EU carbon price rout “overdone”, but buy with caution -SocGen

Published 17:51 on February 16, 2016  /  Last updated at 09:35 on February 17, 2016  /  EMEA, EU ETS

Analysts at French investment bank Societe Generale on Tuesday slashed their EU Allowance price estimates by 24% across the board but said the recent price rout has been overdone, recommending that its clients buy with caution.

Analysts at French investment bank Societe Generale on Tuesday slashed their EU Allowance price estimates by 24% across the board but said the recent price rout has been overdone, recommending that its clients buy with caution.

The analysts predict that front-year EUA prices will end 2016 at €6.80, they wrote in an emailed report, down from their previous view of €9.00 published last September but 45% above current levels near €4.70.

Prices are then seen creeping up to €7 by the end of 2017, SocGen said, adding that EUAs should continue to increase steadily to €7.80 by the end of 2020.  Those forecasts were below the bank’s previous respective estimates of €9.23 and €10.22.

Dec-16 EUA futures are down by more than 40% since the end of 2015, in a rout thought to be fuelled mainly by speculative selling and exacerbated by both industrials offloading spare allowances and utilities declining to buy at their historical rates.

“We believe the current move to be overdone. Thus, we expect a rebound, and possibly a sharp one. We quantify this in the order of 20-30% … [with] prices having the potential to reach and pass the €6 mark by the end of Q1,” SocGen’s European power, coal and carbon analyst Paolo Coghe wrote.

“That said, while the current price level represents an attractive entry point, with pay-off skewed to the upside, we do not expect prices to bounce significantly any time soon unless the current poor macro[economic] and low fuel price environment changes for the better.”

**Click here to see Carbon Pulse’s analyst EUA price poll for Q1-2016**

Carbon prices have tumbled so far this year alongside wider energy prices including German power, European coal, and crude oil.

However, EUAs gained throughout much of 2015, posting an 11% gain for the year before starting to fall precipitously in the new year.  In contrast, peripheral electricity and fuel prices have been on the decline for several years.

“Carbon prices had been up trending for a long time, while the global macro situation (and that of commodities in particular) has deteriorated, and so one cannot exclude a contagion effect [in the EUA price decline],” Coghe wrote.

“Given the prevailing low fuel price environment, the fact that carbon prices showed a positive uptrend – essentially unabated – since mid-2013 ought to have raised some flags … Carbon’s nearly continuous price increases for 2014 and 2015 had gotten out of sync with coal and power, carbon’s ‘underlyings’.”

Coghe said his analysis showed that some recent EUA trading positions were opened and closed in short succession, pointing to speculative rather than compliance-driven activity.

He added that he sees front-year EUA prices entering the second half of 2016 at €6.90, representing a 47% rise on Tuesday’s closing price.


Say how many lines in the records contain the string "Sinusknoten", giving the number by itself.
Start of Source material
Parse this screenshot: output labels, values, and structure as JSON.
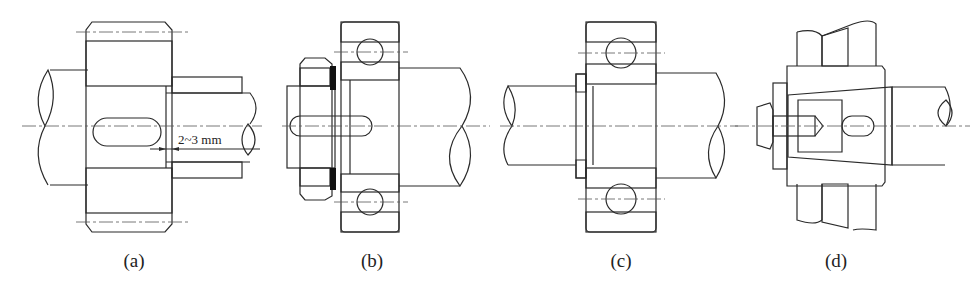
{
  "figure": {
    "panels": [
      {
        "id": "a",
        "caption": "(a)",
        "description": "Gear hub keyed on shaft, spacer sleeve leaving axial gap",
        "dimension_label": "2~3 mm"
      },
      {
        "id": "b",
        "caption": "(b)",
        "description": "Bearing on shaft end secured by round nut and tab washer"
      },
      {
        "id": "c",
        "caption": "(c)",
        "description": "Bearing retained on shaft by circlip (snap ring)"
      },
      {
        "id": "d",
        "caption": "(d)",
        "description": "Hub on tapered shaft end secured by end bolt and plate"
      }
    ]
  },
  "colors": {
    "line": "#2a2a2a",
    "background": "#ffffff"
  }
}
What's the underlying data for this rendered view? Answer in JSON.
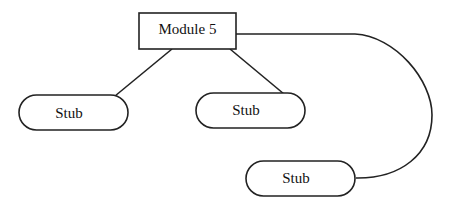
{
  "diagram": {
    "root": {
      "label": "Module 5"
    },
    "stubs": [
      {
        "label": "Stub"
      },
      {
        "label": "Stub"
      },
      {
        "label": "Stub"
      }
    ],
    "stroke_color": "#222222",
    "background": "#ffffff"
  }
}
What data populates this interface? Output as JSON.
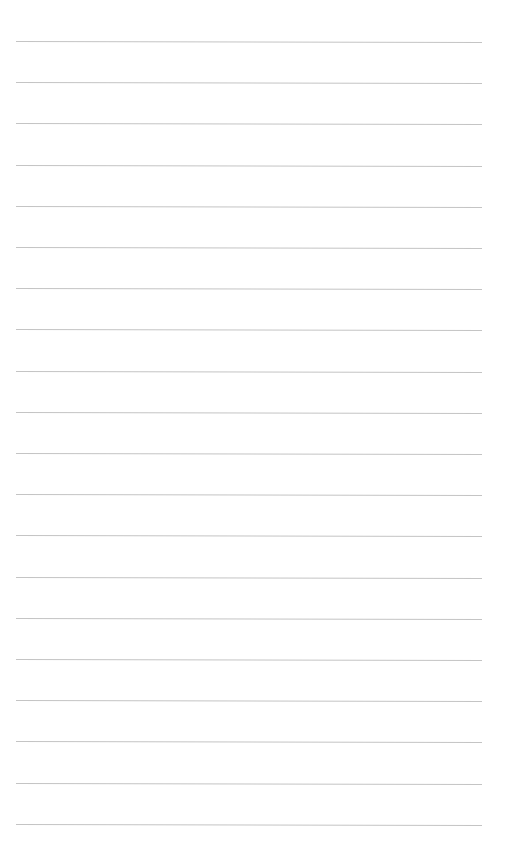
{
  "page": {
    "type": "lined-paper",
    "background_color": "#ffffff",
    "line_color": "#c4c4c4",
    "line_count": 20,
    "first_line_y": 41,
    "line_spacing": 41.2,
    "line_left": 16,
    "line_right": 482,
    "text": ""
  }
}
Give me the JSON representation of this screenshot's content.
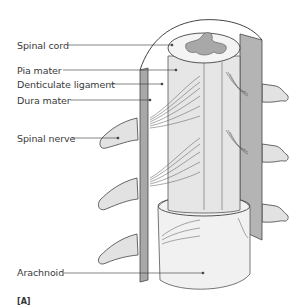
{
  "figure": {
    "panel_label": "[A]",
    "labels": [
      {
        "id": "spinal-cord",
        "text": "Spinal cord",
        "x": 17,
        "y": 40
      },
      {
        "id": "pia-mater",
        "text": "Pia mater",
        "x": 17,
        "y": 65
      },
      {
        "id": "denticulate-ligament",
        "text": "Denticulate ligament",
        "x": 17,
        "y": 79
      },
      {
        "id": "dura-mater",
        "text": "Dura mater",
        "x": 17,
        "y": 96
      },
      {
        "id": "spinal-nerve",
        "text": "Spinal nerve",
        "x": 17,
        "y": 133
      },
      {
        "id": "arachnoid",
        "text": "Arachnoid",
        "x": 17,
        "y": 268
      }
    ],
    "colors": {
      "dura": "#b4b4b4",
      "dura_dark": "#8c8c8c",
      "pia": "#e6e6e6",
      "nerve": "#e2e2e2",
      "grey_matter": "#a8a8a8",
      "outline": "#3c3c3c",
      "background": "#ffffff"
    }
  }
}
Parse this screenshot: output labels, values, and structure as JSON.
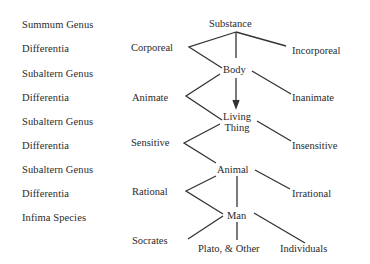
{
  "levels": [
    {
      "label": "Summum Genus"
    },
    {
      "label": "Differentia"
    },
    {
      "label": "Subaltern Genus"
    },
    {
      "label": "Differentia"
    },
    {
      "label": "Subaltern Genus"
    },
    {
      "label": "Differentia"
    },
    {
      "label": "Subaltern Genus"
    },
    {
      "label": "Differentia"
    },
    {
      "label": "Infima Species"
    }
  ],
  "tree": {
    "substance": "Substance",
    "corporeal": "Corporeal",
    "incorporeal": "Incorporeal",
    "body": "Body",
    "animate": "Animate",
    "inanimate": "Inanimate",
    "living_line1": "Living",
    "living_line2": "Thing",
    "sensitive": "Sensitive",
    "insensitive": "Insensitive",
    "animal": "Animal",
    "rational": "Rational",
    "irrational": "Irrational",
    "man": "Man",
    "socrates": "Socrates",
    "plato": "Plato, & Other",
    "individuals": "Individuals"
  }
}
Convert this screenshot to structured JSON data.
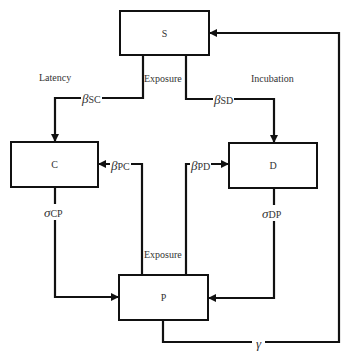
{
  "diagram": {
    "type": "compartment-flow",
    "nodes": {
      "S": {
        "label": "S"
      },
      "C": {
        "label": "C"
      },
      "D": {
        "label": "D"
      },
      "P": {
        "label": "P"
      }
    },
    "annotations": {
      "latency": "Latency",
      "exposure_top": "Exposure",
      "incubation": "Incubation",
      "exposure_bottom": "Exposure"
    },
    "edges": {
      "SC": {
        "symbol": "β",
        "sub": "SC",
        "from": "S",
        "to": "C"
      },
      "SD": {
        "symbol": "β",
        "sub": "SD",
        "from": "S",
        "to": "D"
      },
      "PC": {
        "symbol": "β",
        "sub": "PC",
        "from": "P",
        "to": "C"
      },
      "PD": {
        "symbol": "β",
        "sub": "PD",
        "from": "P",
        "to": "D"
      },
      "CP": {
        "symbol": "σ",
        "sub": "CP",
        "from": "C",
        "to": "P"
      },
      "DP": {
        "symbol": "σ",
        "sub": "DP",
        "from": "D",
        "to": "P"
      },
      "PS": {
        "symbol": "γ",
        "sub": "",
        "from": "P",
        "to": "S"
      }
    },
    "colors": {
      "line": "#111111",
      "text": "#333333",
      "background": "#ffffff"
    }
  }
}
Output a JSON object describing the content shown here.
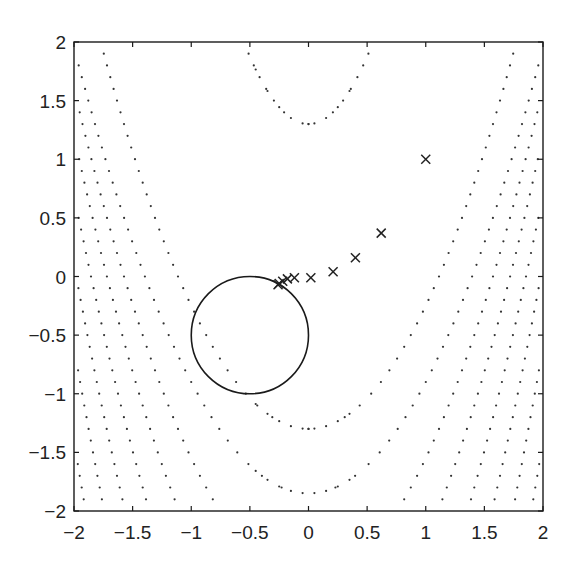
{
  "chart_data": {
    "type": "scatter",
    "title": "",
    "xlabel": "",
    "ylabel": "",
    "xlim": [
      -2,
      2
    ],
    "ylim": [
      -2,
      2
    ],
    "grid": false,
    "legend": null,
    "x_ticks": [
      -2,
      -1.5,
      -1,
      -0.5,
      0,
      0.5,
      1,
      1.5,
      2
    ],
    "x_tick_labels": [
      "−2",
      "−1.5",
      "−1",
      "−0.5",
      "0",
      "0.5",
      "1",
      "1.5",
      "2"
    ],
    "y_ticks": [
      2,
      1.5,
      1,
      0.5,
      0,
      -0.5,
      -1,
      -1.5,
      -2
    ],
    "y_tick_labels": [
      "2",
      "1.5",
      "1",
      "0.5",
      "0",
      "−0.5",
      "−1",
      "−1.5",
      "−2"
    ],
    "constraint_circle": {
      "center": [
        -0.5,
        -0.5
      ],
      "radius": 0.5,
      "style": "solid"
    },
    "iterates": {
      "marker": "x",
      "points": [
        [
          1.0,
          1.0
        ],
        [
          0.62,
          0.37
        ],
        [
          0.4,
          0.16
        ],
        [
          0.21,
          0.04
        ],
        [
          0.02,
          -0.01
        ],
        [
          -0.12,
          -0.01
        ],
        [
          -0.18,
          -0.02
        ],
        [
          -0.22,
          -0.04
        ],
        [
          -0.25,
          -0.06
        ],
        [
          -0.26,
          -0.07
        ]
      ]
    },
    "contours": {
      "style": "dotted",
      "description": "Level curves of a banana-shaped objective, symmetric about x=0",
      "curves": [
        {
          "vertex_y": 1.3,
          "curvature": 2.3
        },
        {
          "vertex_y": -1.3,
          "curvature": 1.05
        },
        {
          "vertex_y": -1.85,
          "curvature": 0.95
        },
        {
          "vertex_y": -2.6,
          "curvature": 1.05
        },
        {
          "vertex_y": -3.4,
          "curvature": 1.15
        },
        {
          "vertex_y": -4.3,
          "curvature": 1.25
        },
        {
          "vertex_y": -5.3,
          "curvature": 1.35
        },
        {
          "vertex_y": -6.4,
          "curvature": 1.45
        },
        {
          "vertex_y": -7.6,
          "curvature": 1.55
        },
        {
          "vertex_y": -8.9,
          "curvature": 1.65
        },
        {
          "vertex_y": -10.3,
          "curvature": 1.75
        },
        {
          "vertex_y": -11.8,
          "curvature": 1.85
        },
        {
          "vertex_y": -13.4,
          "curvature": 1.95
        },
        {
          "vertex_y": -15.1,
          "curvature": 2.05
        },
        {
          "vertex_y": -16.9,
          "curvature": 2.15
        },
        {
          "vertex_y": -18.8,
          "curvature": 2.25
        },
        {
          "vertex_y": -20.8,
          "curvature": 2.35
        },
        {
          "vertex_y": -22.9,
          "curvature": 2.45
        },
        {
          "vertex_y": -25.1,
          "curvature": 2.55
        }
      ],
      "sample_dy": 0.1
    }
  },
  "colors": {
    "axes": "#1a1a1a",
    "dots": "#333333",
    "circle": "#1a1a1a",
    "markers": "#222222",
    "background": "#ffffff"
  }
}
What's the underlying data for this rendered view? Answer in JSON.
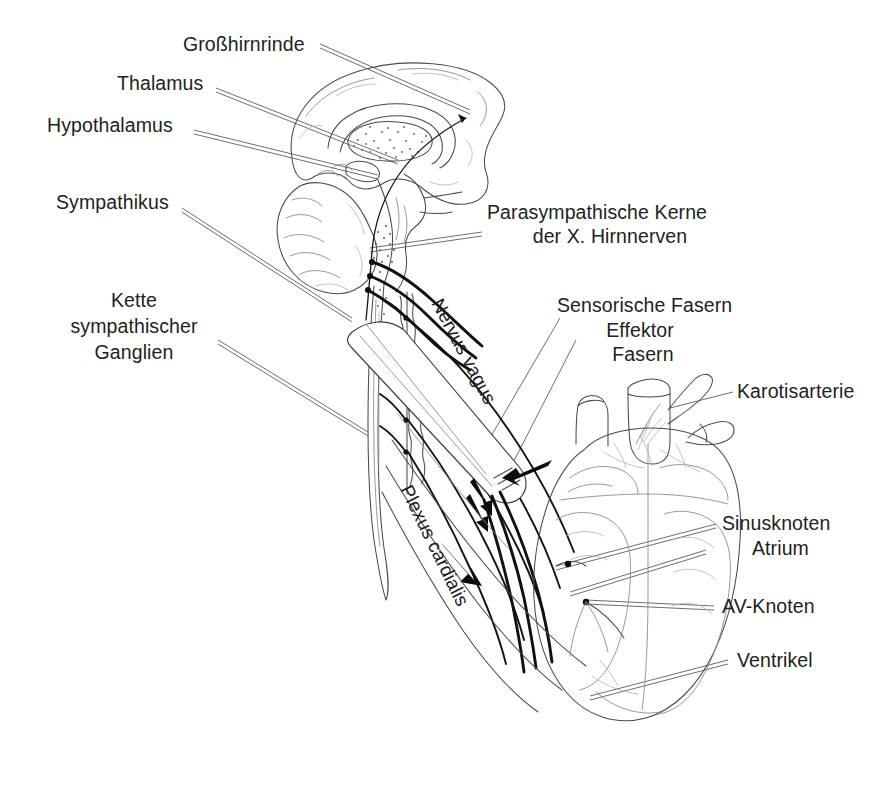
{
  "figure": {
    "background_color": "#ffffff",
    "ink_color": "#222222",
    "width": 883,
    "height": 789
  },
  "labels": {
    "grosshirnrinde": "Großhirnrinde",
    "thalamus": "Thalamus",
    "hypothalamus": "Hypothalamus",
    "sympathikus": "Sympathikus",
    "kette_line1": "Kette",
    "kette_line2": "sympathischer",
    "kette_line3": "Ganglien",
    "parasym_line1": "Parasympathische Kerne",
    "parasym_line2": "der X. Hirnnerven",
    "sensorische": "Sensorische Fasern",
    "effektor": "Effektor",
    "fasern": "Fasern",
    "karotisarterie": "Karotisarterie",
    "sinusknoten": "Sinusknoten",
    "atrium": "Atrium",
    "av_knoten": "AV-Knoten",
    "ventrikel": "Ventrikel",
    "nervus_vagus": "Nervus vagus",
    "plexus_cardialis": "Plexus cardialis"
  },
  "structures": [
    {
      "name": "cerebrum",
      "label": "Großhirnrinde"
    },
    {
      "name": "thalamus",
      "label": "Thalamus"
    },
    {
      "name": "hypothalamus",
      "label": "Hypothalamus"
    },
    {
      "name": "cerebellum",
      "label": "Kleinhirn"
    },
    {
      "name": "brainstem",
      "label": "Hirnstamm"
    },
    {
      "name": "spinal-cord",
      "label": "Rückenmark"
    },
    {
      "name": "sympathetic-chain",
      "label": "Kette sympathischer Ganglien"
    },
    {
      "name": "vagus-nerve",
      "label": "Nervus vagus"
    },
    {
      "name": "cardiac-plexus",
      "label": "Plexus cardialis"
    },
    {
      "name": "carotid-artery",
      "label": "Karotisarterie"
    },
    {
      "name": "heart",
      "label": "Herz"
    },
    {
      "name": "sinus-node",
      "label": "Sinusknoten"
    },
    {
      "name": "av-node",
      "label": "AV-Knoten"
    },
    {
      "name": "atrium",
      "label": "Atrium"
    },
    {
      "name": "ventricle",
      "label": "Ventrikel"
    }
  ]
}
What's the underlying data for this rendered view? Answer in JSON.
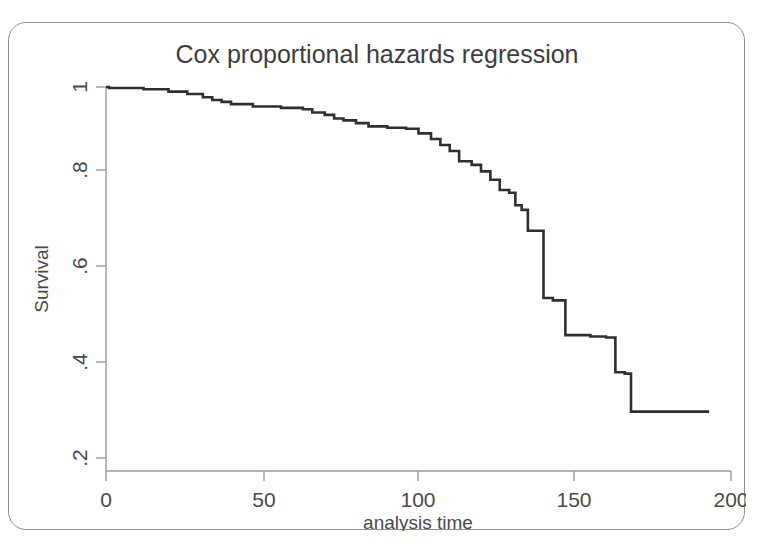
{
  "figure": {
    "title": "Cox proportional hazards regression",
    "frame_color": "#8e8e8e",
    "background": "#ffffff"
  },
  "axes": {
    "x": {
      "label": "analysis time",
      "ticks": [
        "0",
        "50",
        "100",
        "150",
        "200"
      ],
      "tick_values": [
        0,
        50,
        100,
        150,
        200
      ],
      "range": [
        0,
        200
      ]
    },
    "y": {
      "label": "Survival",
      "ticks": [
        ".2",
        ".4",
        ".6",
        ".8",
        "1"
      ],
      "tick_values": [
        0.2,
        0.4,
        0.6,
        0.8,
        1.0
      ],
      "range": [
        0.2,
        1.0
      ]
    }
  },
  "chart_data": {
    "type": "line",
    "subtype": "step-post survival function",
    "title": "Cox proportional hazards regression",
    "xlabel": "analysis time",
    "ylabel": "Survival",
    "xlim": [
      0,
      200
    ],
    "ylim": [
      0.2,
      1.0
    ],
    "grid": false,
    "legend": null,
    "line_color": "#2f2f2f",
    "series": [
      {
        "name": "Survival",
        "x": [
          1,
          12,
          20,
          26,
          31,
          34,
          37,
          40,
          47,
          56,
          63,
          66,
          70,
          73,
          76,
          80,
          84,
          90,
          96,
          100,
          104,
          107,
          110,
          113,
          117,
          120,
          123,
          126,
          129,
          131,
          133,
          135,
          140,
          143,
          147,
          155,
          160,
          163,
          166,
          168,
          193
        ],
        "y": [
          0.998,
          0.995,
          0.99,
          0.985,
          0.978,
          0.972,
          0.968,
          0.963,
          0.958,
          0.955,
          0.952,
          0.945,
          0.94,
          0.932,
          0.928,
          0.922,
          0.915,
          0.912,
          0.91,
          0.9,
          0.888,
          0.875,
          0.862,
          0.84,
          0.832,
          0.818,
          0.8,
          0.778,
          0.772,
          0.745,
          0.735,
          0.69,
          0.545,
          0.54,
          0.465,
          0.462,
          0.46,
          0.385,
          0.382,
          0.3,
          0.3
        ]
      }
    ]
  }
}
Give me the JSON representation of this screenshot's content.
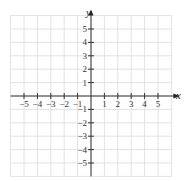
{
  "chart_data": {
    "type": "scatter",
    "title": "",
    "xlabel": "x",
    "ylabel": "y",
    "xlim": [
      -6,
      6
    ],
    "ylim": [
      -6,
      6
    ],
    "grid": true,
    "x_ticks": [
      "−5",
      "−4",
      "−3",
      "−2",
      "−1",
      "1",
      "2",
      "3",
      "4",
      "5"
    ],
    "y_ticks": [
      "5",
      "4",
      "3",
      "2",
      "1",
      "−1",
      "−2",
      "−3",
      "−4",
      "−5"
    ],
    "series": []
  },
  "labels": {
    "x_axis": "x",
    "y_axis": "y"
  },
  "colors": {
    "grid": "#e2e2e2",
    "axis": "#333333"
  }
}
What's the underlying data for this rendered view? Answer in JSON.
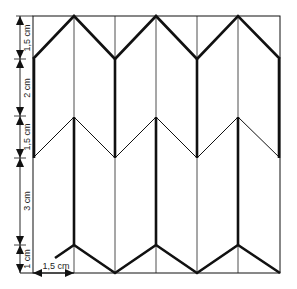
{
  "diagram": {
    "type": "folding-pattern",
    "frame": {
      "x0": 33,
      "x1": 280,
      "y0": 16,
      "y1": 273
    },
    "columns_x": [
      33,
      74,
      115,
      156,
      197,
      238,
      280
    ],
    "stroke_color": "#111111",
    "background": "#ffffff"
  },
  "dimensions": {
    "vertical": [
      {
        "label": "1,5 cm",
        "from_y": 16,
        "to_y": 59
      },
      {
        "label": "2 cm",
        "from_y": 59,
        "to_y": 116
      },
      {
        "label": "1,5 cm",
        "from_y": 116,
        "to_y": 158
      },
      {
        "label": "3 cm",
        "from_y": 158,
        "to_y": 245
      },
      {
        "label": "1 cm",
        "from_y": 245,
        "to_y": 273
      }
    ],
    "horizontal": [
      {
        "label": "1,5 cm",
        "from_x": 33,
        "to_x": 74,
        "y": 273
      }
    ]
  }
}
End of Source material
**Worked solution**: 2